Definition of rape stays
THE Joint Select Committee considering the Offences Against the Person Act yesterday rejected suggestions that the offence of rape in the Bill be made gender-neutral.
“The committee seems to have reached one position and it will make life very easy if we leave rape as it is. Leave it as it is, man and woman and only in a certain way,” committee chair and justice minister Senator A J Nicholson said after discussions on the proposals.
The proposed reforms to the Offences Against the Person Act would have included providing a statutory definition of rape and sexual intercourse which would extend ‘rape’ beyond vaginal penetration by a penis. In addition, the offence of rape would have become gender-neutral, meaning it could be committed by a male or female against both male and female.
But yesterday Nicholson said while it was acknowledged that there were several entities who would prefer if the proposed gender-neutral concept for the Bill envelop rape, the route that was now being accepted by the committee was one that could be adopted without causing any major uproar.
“I know that there are some entities that wish for the gender-neutral concept to envelop rape, I understand, but we would be arriving at the same destination if we go the route that’s being apparently accepted by the committee now without any ripples in the society…we are not moving away from the gender-neutrality in total, it’s only in respect to rape,” Nicholson said.
However, he said “the penalty or penalties for the other offences are all going to be severe”.
Said the minister: “So it wouldn’t matter if you call them fish and chips or bread and butter; whatever name you give to it, the penalty is going to be severe.”
Law reform expert and advisor to the committee, Shirley Miller, later explained that “the suggestion is to keep rape in the limited sense that we understand it and then have other acts including various other matters which go beyond the traditional concept of rape”.
Government senator Donna Scott Mottley, also defended the committee’s rejection of suggestions that there be separate definitions for rape, sexual intercourse and sexual offences.
“When you have the definition of the ‘other acts’ what you are going to say is ‘without consent’. It therefore leaves it open to interpretation by the courts to say that men and men can consent to anal penetration, so that is why you have to take it out of the category of rape altogether. If you put that gender-neutral within the context of rape what you are saying is if it is done with consent it is not an offence,” she said.
In the meantime government MP Sharon Hay-Webster suggested that a Sexual Offences Act be drafted that would incorporate all the new provisions including incest and other similar offences.
Concurring, Senator Nicholson said the suggestion which also found favour with committee members was an important one.
Meanwhile, the Department of Correctional Services has retreated from its position that the age of consent should be raised from 16 to 18 years. Head of the department Major Richard Reese, in a submission to the committee last week, argued that the age of consent be raised to 18 years as “at the age of 16 a child is still economically dependent on his parents”. He said raising the age would help children to postpone their early sexual involvement and focus on preparation for adulthood. But the suggestion found no favour with Children’s Advocate Mary Clarke who maintained that legislation should seek to protect children and not “increase criminalisation of children”.
Following consultations between the Office of the Children’s Advocate, the Ministry of Health, and the Department of Correctional Services, the three agencies conceded that the age of consent should remain at 16 years.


Work instructions ▸ Every record must be repeated exactly; omit any pictures they contain.

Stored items

* * *

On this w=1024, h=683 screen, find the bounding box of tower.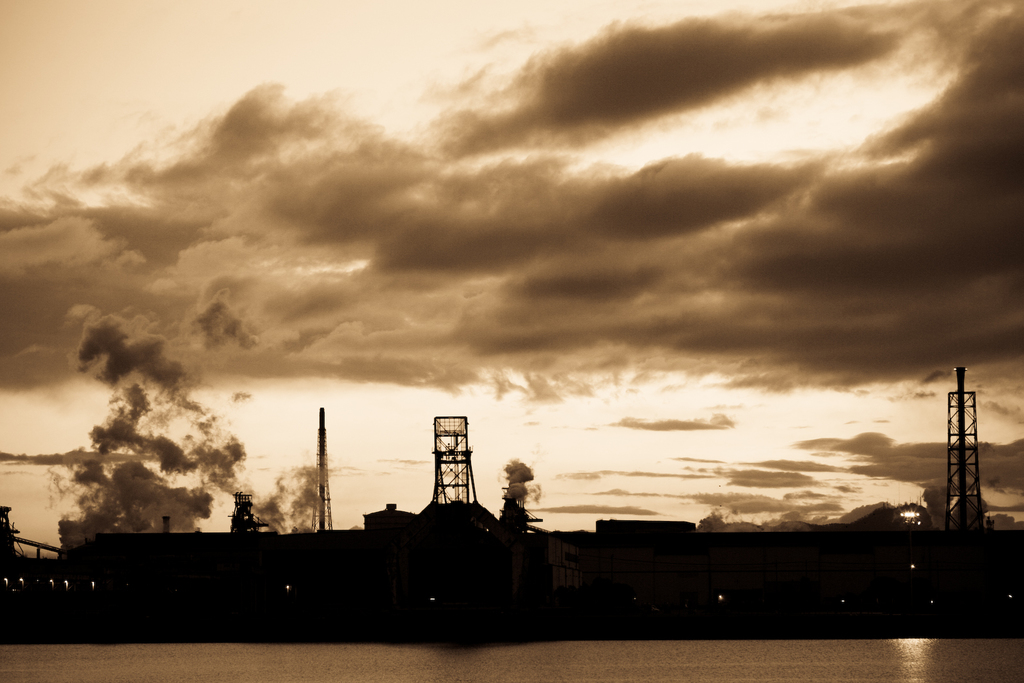
Bounding box: Rect(948, 368, 985, 531).
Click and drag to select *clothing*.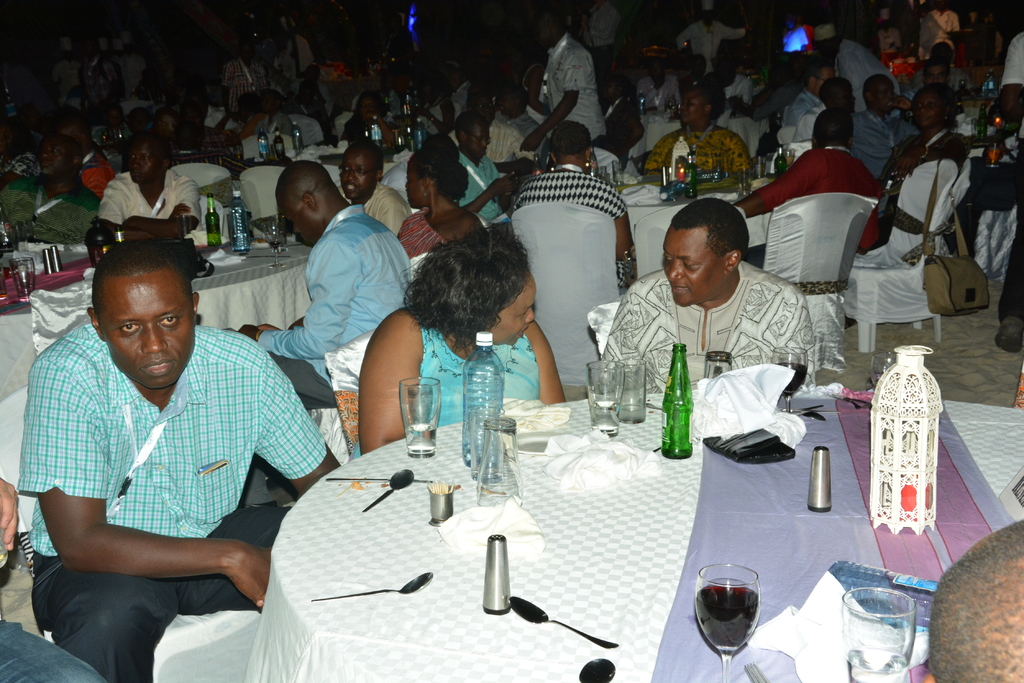
Selection: pyautogui.locateOnScreen(511, 107, 558, 177).
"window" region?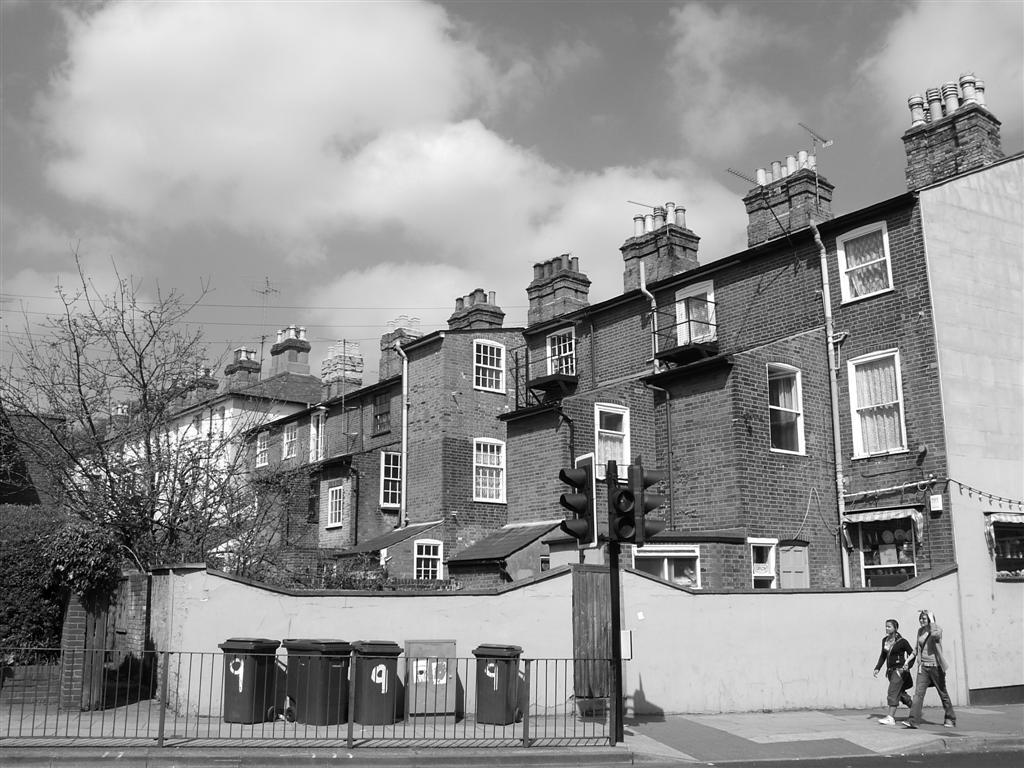
locate(629, 545, 703, 592)
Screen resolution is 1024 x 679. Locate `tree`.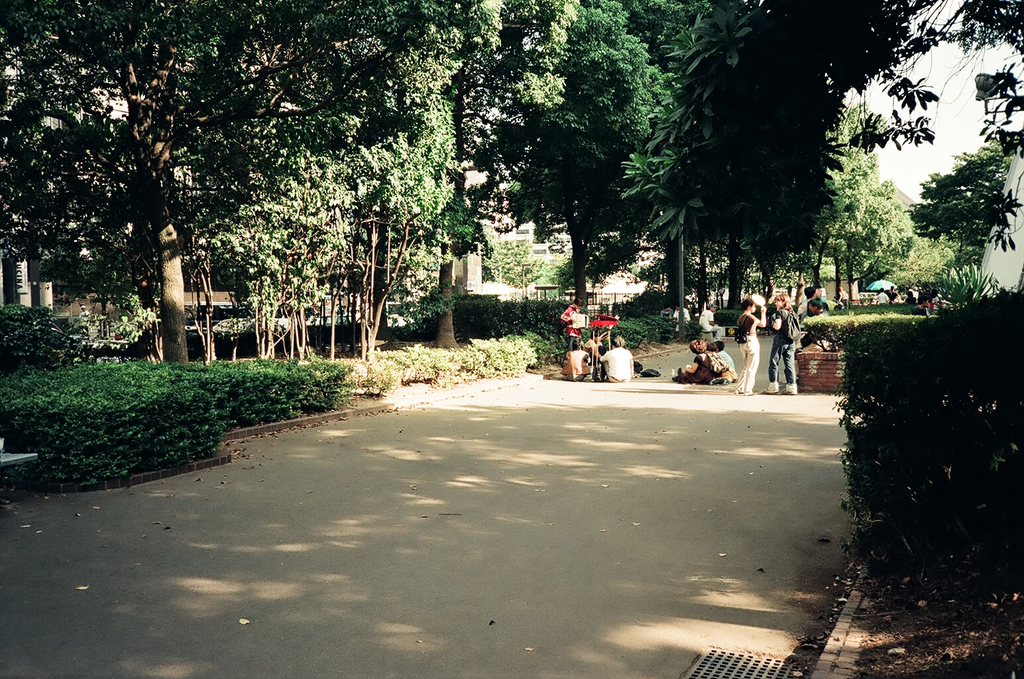
l=6, t=0, r=489, b=363.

* * *

Your solution ▸
On this w=1024, h=683 screen, find the bounding box of tower.
Bounding box: Rect(948, 368, 985, 531).
Click and drag to select *clothing*.
Selection: pyautogui.locateOnScreen(511, 107, 558, 177).
"window" region?
locate(629, 545, 703, 592)
Screen resolution is 1024 x 679. Locate `tree`.
l=6, t=0, r=489, b=363.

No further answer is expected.